After configuring kubectl
, you should be able to see all nodes joined the cluster.
$ kubectl get nodes
NAME STATUS ROLES AGE VERSION
pic01.sg-home.shawnliu.me Ready master 15h v1.18.6
pic02.sg-home.shawnliu.me Ready <none> 5h41m v1.18.6
pic03.sg-home.shawnliu.me Ready <none> 5h36m v1.18.6
pic04.sg-home.shawnliu.me Ready <none> 5h17m v1.18.6
Setting up Calico
The Kubernetes cluster is running, are we done? Well, not quite. We still need to configure the networking between nodes so your containers (more acturately, pods) can talk to each other. Calico is one of the project that provides networking capability for Kubernetes. It does so with layer 3 routing using BGP protocols. There are also other projects such as Flannel and Weave.
If you go and look at the quickstart guide of Calico, you’ll notice it tells you to deploy Calico with the Tigera operator. Unfortunately, it doesn’t support ARM. Therefore, we take the traditional approach to setup Calico.

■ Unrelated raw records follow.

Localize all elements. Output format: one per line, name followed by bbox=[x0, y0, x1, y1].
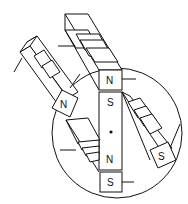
right-magnet-label: S bbox=[158, 151, 165, 162]
center-bar-top-label: S bbox=[107, 97, 114, 108]
top-magnet-stack: N bbox=[58, 14, 136, 90]
left-magnet-stack: N bbox=[14, 36, 80, 117]
top-magnet-label: N bbox=[106, 75, 113, 86]
center-bar-bottom-label: N bbox=[106, 154, 113, 165]
pivot-dot bbox=[109, 130, 112, 133]
center-bar-magnet: S N bbox=[99, 92, 122, 170]
right-magnet-stack: S bbox=[122, 92, 180, 168]
magnet-rotor-diagram: N N S N S bbox=[0, 0, 188, 204]
left-magnet-label: N bbox=[60, 99, 67, 110]
bottom-magnet-stack: S bbox=[60, 118, 134, 192]
bottom-magnet-label: S bbox=[107, 177, 114, 188]
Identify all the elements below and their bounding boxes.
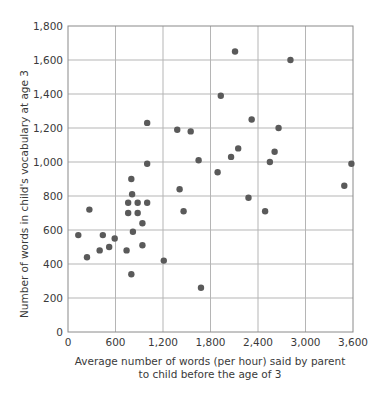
- scatter-chart: 02004006008001,0001,2001,4001,6001,800 0…: [0, 0, 388, 396]
- y-tick-label: 1,000: [33, 156, 63, 168]
- y-axis-label: Number of words in child's vocabulary at…: [18, 70, 30, 318]
- data-point: [128, 176, 134, 182]
- data-point: [106, 244, 112, 250]
- y-tick-label: 0: [56, 326, 63, 338]
- y-tick-label: 1,400: [33, 88, 63, 100]
- data-point: [100, 232, 106, 238]
- data-point: [144, 161, 150, 167]
- data-point: [267, 159, 273, 165]
- data-point: [134, 200, 140, 206]
- x-tick-label: 3,000: [290, 336, 320, 348]
- data-point: [125, 210, 131, 216]
- data-point: [195, 157, 201, 163]
- y-tick-label: 400: [43, 258, 63, 270]
- data-point: [129, 191, 135, 197]
- data-point: [232, 48, 238, 54]
- x-axis-label-line-2: to child before the age of 3: [139, 368, 282, 380]
- data-point: [248, 116, 254, 122]
- data-point: [262, 208, 268, 214]
- data-point: [245, 195, 251, 201]
- data-point: [174, 127, 180, 133]
- data-point: [75, 232, 81, 238]
- y-tick-label: 600: [43, 224, 63, 236]
- y-tick-label: 800: [43, 190, 63, 202]
- data-point: [341, 183, 347, 189]
- y-tick-label: 200: [43, 292, 63, 304]
- data-point: [198, 285, 204, 291]
- data-point: [275, 125, 281, 131]
- data-point: [271, 149, 277, 155]
- data-point: [134, 210, 140, 216]
- data-point: [130, 229, 136, 235]
- data-point: [125, 200, 131, 206]
- x-tick-label: 0: [65, 336, 72, 348]
- y-tick-label: 1,200: [33, 122, 63, 134]
- data-point: [180, 208, 186, 214]
- data-point: [161, 257, 167, 263]
- data-points: [75, 48, 355, 291]
- x-tick-label: 1,800: [195, 336, 225, 348]
- data-point: [188, 128, 194, 134]
- data-point: [287, 57, 293, 63]
- data-point: [214, 169, 220, 175]
- y-tick-label: 1,800: [33, 20, 63, 32]
- data-point: [139, 242, 145, 248]
- x-tick-label: 2,400: [243, 336, 273, 348]
- x-axis-ticks: 06001,2001,8002,4003,0003,600: [65, 336, 368, 348]
- x-tick-label: 1,200: [148, 336, 178, 348]
- x-axis-label-line-1: Average number of words (per hour) said …: [75, 355, 346, 367]
- data-point: [128, 271, 134, 277]
- x-tick-label: 3,600: [338, 336, 368, 348]
- data-point: [235, 145, 241, 151]
- data-point: [144, 120, 150, 126]
- y-axis-ticks: 02004006008001,0001,2001,4001,6001,800: [33, 20, 63, 338]
- data-point: [139, 220, 145, 226]
- gridlines: [68, 26, 353, 332]
- data-point: [86, 206, 92, 212]
- data-point: [96, 247, 102, 253]
- y-tick-label: 1,600: [33, 54, 63, 66]
- data-point: [218, 93, 224, 99]
- data-point: [228, 154, 234, 160]
- data-point: [123, 247, 129, 253]
- data-point: [84, 254, 90, 260]
- data-point: [348, 161, 354, 167]
- data-point: [112, 235, 118, 241]
- data-point: [176, 186, 182, 192]
- x-tick-label: 600: [105, 336, 125, 348]
- data-point: [144, 200, 150, 206]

$ curl https://docs.projectcalico.org/manifests/calico.yaml -O
$ kubectl apply -f calico.yaml
# verify calico is running
$ kubectl -n kube-system get deploy
NAME READY UP-TO-DATE AVAILABLE AGE
calico-kube-controllers 1/1 1 1 8h
coredns 2/2 2 2 9h
To test Calico, we can spin up some test containers and do a ping test.
# start two containers
$ kubectl run pingtest1 --image=busybox -- sleep infinity
$ kubectl run pingtest2 --image=busybox -- sleep infinity
# check their IP within the cluster
$ kubectl get pod -o wide
NAME READY STATUS RESTARTS AGE IP NODE NOMINATED NODE READINESS GATES
pingtest1 1/1 Running 0 15m 192.168.20.193 pic04.sg-home.shawnliu.me <none> <none>
pingtest2 1/1 Running 0 66s 192.168.20.65 pic03.sg-home.shawnliu.me <none> <none>
# ping test
$ kubectl exec -it pingtest1 -- ping 192.168.20.65
PING 192.168.20.65 (192.168.20.65): 56 data bytes
64 bytes from 192.168.20.65: seq=0 ttl=62 time=0.777 ms
64 bytes from 192.168.20.65: seq=1 ttl=62 time=0.793 ms
64 bytes from 192.168.20.65: seq=2 ttl=62 time=0.756 ms
# route check
$ ip route get 192.168.20.193
192.168.20.193 via 192.168.10.14 dev tunl0 src 192.168.20.0 uid 1000
Now we finally have the entire cluster setup :)
Conclusion
In this post, I shared my experience building a Kubernetes cluster on Raspberry Pis. Overall it’s not too difficult, but I ran into a few wired problems that were never mentioned in similar posts so I decided to write this post to provide some documentation. I learned to appreciate the power and usefulness of Kubernetes at work, and it drove me to setup my own cluster at home. What drives you to do so? Let me know in the comments below!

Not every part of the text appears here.